This is the second installment of a week-long interview with Ellen Power, mum to two children with Special Educational Needs and author of the new how-to book Guerrilla Mum: Surviving the Special Educational Needs Jungle (August 2010, Jessica Kingsley Publishers), which describes how she worked with – and in some cases challenged – the authorities to get the right education for her children.

Today, Ellen shares with us how she picks her battles in the fight to have her children’s Special Educational Needs met.

Prior to our children having statements, we had to fight for everything each time a problem arose, mostly without success. We had nothing to uphold our children’s rights to have their needs met in school, and the school did not really have to do anything very much different for them than what it was doing under the mainstream curriculum – so it didn’t. It was extremely labour-intensive.

Battles are far less frequent now that our children have statements. However, if a battle does crop up I apply a formula to the problem. I consider how much the problem is affecting my child now, the longevity of the problem, and whether the problem is causing my child significant upset or putting him at risk of significant failure. I also consider whether the school/Local Authority (LA) has agreed previously (i.e in an Individual Education Plan (IEP) or statement) that it should be doing something to alleviate the difficulty and whether the school is failing to keep to the terms of the statement. This sort of problem is easiest to solve.

Dealing with problems is much easier with a statement in place because the child’s right to have their needs met has already been agreed by the school/LA and is enshrined in the law. Schools/LAs know there are consequences for them if they do not do what the statement directs them to do.

Tomorrow: Ellen shares her take on the new academies and free schools legislation in the UK.
Yesterday: Ellen’s transformation from ‘mild mannered parent’ to ‘guerrilla mum’.

Ellen Power has a BA Honours Degree in French and History. After graduation she worked as a police officer then in commerce before having her first child in the mid 1990′s. Since then she and her husband have been tireless campaigners for their children’s rights to access the curriculum at school and to meet their potential in life. She has contributed to the National Austistic Society magazine ‘Communication’, discussing the issue of homeschooling children on the Autistic Spectrum. She lives with her husband and two young sons.

Visit Ellen’s new Guerrilla Mum blog!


_WHAT YOU ARE ASKED TO DO_
In full and unchanged, set down the entries that follow, with no images.

##### INPUT DATA

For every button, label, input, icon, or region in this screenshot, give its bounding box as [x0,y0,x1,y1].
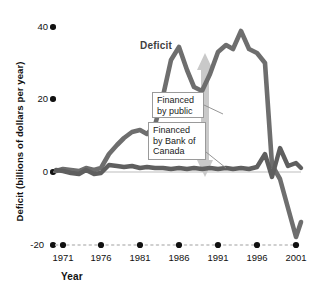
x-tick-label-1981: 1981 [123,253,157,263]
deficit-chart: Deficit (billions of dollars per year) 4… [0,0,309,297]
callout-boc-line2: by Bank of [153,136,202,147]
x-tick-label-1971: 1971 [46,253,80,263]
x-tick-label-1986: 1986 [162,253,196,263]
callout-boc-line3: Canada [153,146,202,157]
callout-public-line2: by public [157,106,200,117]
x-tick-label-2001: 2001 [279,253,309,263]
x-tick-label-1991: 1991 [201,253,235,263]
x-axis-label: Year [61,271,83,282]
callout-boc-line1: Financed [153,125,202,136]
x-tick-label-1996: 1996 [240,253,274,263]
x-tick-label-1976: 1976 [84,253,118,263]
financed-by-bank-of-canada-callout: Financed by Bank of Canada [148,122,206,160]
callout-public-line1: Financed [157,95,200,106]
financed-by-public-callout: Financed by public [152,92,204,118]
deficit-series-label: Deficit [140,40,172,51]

##########

_WRITTEN SOLUTION_
For every button, label, input, icon, or region in this screenshot, give its bounding box as [x0,y0,x1,y1].
x-tick-label-1981: 1981 [123,253,157,263]
deficit-chart: Deficit (billions of dollars per year) 4… [0,0,309,297]
callout-boc-line2: by Bank of [153,136,202,147]
x-tick-label-1971: 1971 [46,253,80,263]
x-tick-label-1986: 1986 [162,253,196,263]
callout-boc-line3: Canada [153,146,202,157]
callout-public-line2: by public [157,106,200,117]
x-tick-label-2001: 2001 [279,253,309,263]
x-tick-label-1991: 1991 [201,253,235,263]
x-axis-label: Year [61,271,83,282]
callout-boc-line1: Financed [153,125,202,136]
x-tick-label-1996: 1996 [240,253,274,263]
x-tick-label-1976: 1976 [84,253,118,263]
financed-by-bank-of-canada-callout: Financed by Bank of Canada [148,122,206,160]
callout-public-line1: Financed [157,95,200,106]
financed-by-public-callout: Financed by public [152,92,204,118]
deficit-series-label: Deficit [140,40,172,51]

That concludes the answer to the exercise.